Ithaca, N.Y. — One of the Ithaca officials responsible for natural disaster relief went to work Monday morning and discovered an unwelcome sight.
His desk had been soaked. The roof of the Department of Public Works headquarters hadn’t held up well in Sunday’s torrential downpour. A huge pile of waterlogged papers was the result.
The irony wasn’t lost on the official — Ray Benjamin, assistant superintendent of streets and facilities for Ithaca.
“The cobbler’s kids always run without shoes,” Benajmin said in an interview Monday afternoon.
“We had a ceiling tile collapse out in the hallway and everything in my hallway got soaked, and I have papers all over my place. I’m trying to dry out my notepads.”


The unfixed roof at DPW is just one of many examples of how Ithaca’s repair agencies are already stretched dangerously thin by both budget cuts and an unusually high number of weather-related events this year, Benjamin said.
“This year, we’ve had more weather events than we’ve had in the last several years,” Benjamin said.
Benjamin said his agency had asked for the roof to be fixed about a year ago, but that the repairs were postponed to meet more pressing needs. The streets and facilities division has lost five full-time positions over the past few years, he said.
That kind of staffing shortfall is particularly tough to overcome when mother nature refuses to cooperate.
“We’ve already used 70% of our budget for overtime,” Benjamin said, “and that’s when I was preparing a budget in early July.”
In January, ice jams flooded much of Ithaca’s Fall Creek neighborhood and cost the city around $100,000.
Then, according to Benjamin, ice jams again hit the city in March.
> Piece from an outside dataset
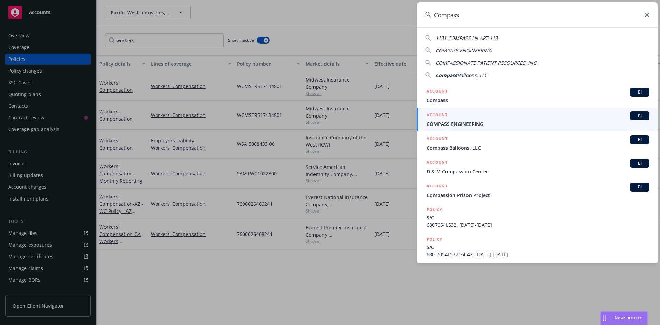  I want to click on span: Compass Balloons, LLC, so click(538, 148).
Then there was a “wind event” in early June, heavy rains in early June again and then the thunderstorms from yesterday, according to Benjamin.
“We’re losing track of them,” Benjamin said of the events requiring their response. “We’ve had a lot of intense rain — and when it’s coming, it’s coming hard.”
The Tompkins County 911 Dispatch Center said it had received more than a dozen reports of flooded roads and a similar number of flooded homes last night.
The Ithaca Fire Department went to about 25 calls during the flooding, said Lt. Thomas Basher of the fire department on Monday.
The water rushed down the hills and flooded several roads, including over by Ithaca High School.
“We were running water in faster than we were able to drain it out,” Benjamin said.
City agencies had to remove gravel and other debris from the draining system.
“Every resource we have is out taking care of problems on the streets,” Benjamin said.
“They’re going to have to put money into it or they’re going to be back on dirt roads.”